I got a late start on part 1, and then had to sleep on part 2. Just finished everything up with a little time to spare before day 11.
Part 2 probably would have been easier if I knew more about image processing, but I managed:
.
tiles.
tiles that are connected to the outside edges of the grid with O
tilesO
tile at each step. Stopped when one was found, and recorded whether it was to the left or right of the path..
tiles with I
, and counted themCode:
Pretty easy one today. Made a Pyramid
type to hold the values and their layers of diffs, and an extend
function to predict the next value. For part 2 I just had to make an extendLeft
version of it that inserts and subtracts instead of appending and adding.
I like how if you have an error in your calculations, you end up wandering the haunted desert for eternity. Very flavorful.
My solution for part 2 is pretty much the same as for part 1, just modified to work on a sequence of nodes instead of a single node. However, it doesn’t find an answer in the time that I was willing to wait for it. I thought about trying to optimize it to run faster, but figured that if it was taking this long on Nim, then interpreted languages would have no chance, so that couldn’t be the right approach.
I suspected that maybe the ghosts arrived at the Z locations at predictable intervals. I added some code to output the step count each time each ghost reached a Z (see commented code), and my suspicion was correct. Just needed to calculate the least common multiple of the 6 cycle lengths.
I wrote some nice code for sorting poker hands, just defining the <
and ==
operations for my CardSet
and Hand
types, and letting the standard library’s sort function handle the rest.
It was quite frustrating to be told that my answer was wrong, though. I dumped the full sorted hand list and checked it manually to make sure everything was working properly, and it was. Wasted a few hours trying to figure out what was wrong. Ended up grabbing someone else’s code and running it in order to compare the resulting hand list. Theirs was clearly ordered wrong, but somehow ended up with the correct answer?
Turns out that Camel Cards isn’t Poker. -_-
Rather than rewrite my code entirely, I settled on some slightly ugly hacks to make it work for Camel Cards, and to handle the wildcards in part 2.
Hey, waitaminute, this isn’t a programming puzzle. This is algebra homework!
Part 2 only required a trivial change to the parsing, the rest of the code still worked. I kept the data as singleton arrays to keep it compatible.
Yeah, roughly the same idea. I guess I could have just used HSlice for my range type, I thought maybe there was some special magic to it.
It looks like your if-else ladder misses a corner case, where one range only intersects with the first or last element of the other. Switching to <=
and =
for those should take care of it though.
Treated each range as an object, and used set operations on them
That’s smart. Honestly, I don’t understand how it works. 😅
“Set operations” should probably be in quotes. I just mean that I implemented the *
(intersection) and -
(difference) operators for my ValueRange type. The intersection operator works like it does for sets, just returning the overlap. The difference operator has to work a little differently, because ranges have to be contiguous, whereas sets don’t, so it returns a sequence of ValueRange objects.
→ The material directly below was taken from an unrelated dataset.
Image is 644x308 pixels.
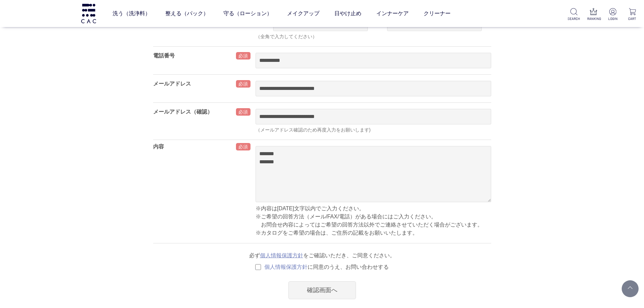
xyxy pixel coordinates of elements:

My ValueMapping type uses a ValueRange for it’s source, so applying it to a range just involves using the intersection operator to determine what part of the range needs to move, and the difference operator to determine which parts are left.
Thank you, I’ll keep those in mind. Functional programming seems interesting to me, but I don’t have any practical experience with it. At some point I want to learn one of the languages that are dedicated to it. Nim does have some features for enabling a functional style, but the overall flexibility of the language probably makes it harder to learn said style.
Ended up solving it by working backwards by trying different location values and seeing if that can become a valid seed.
Huh, that’s clever.
This would have been really useful to know about. I’ve committed to a certain level of wheel-reinvention for this event unless I get really stuck, but I’m sure it’ll come up again in the future.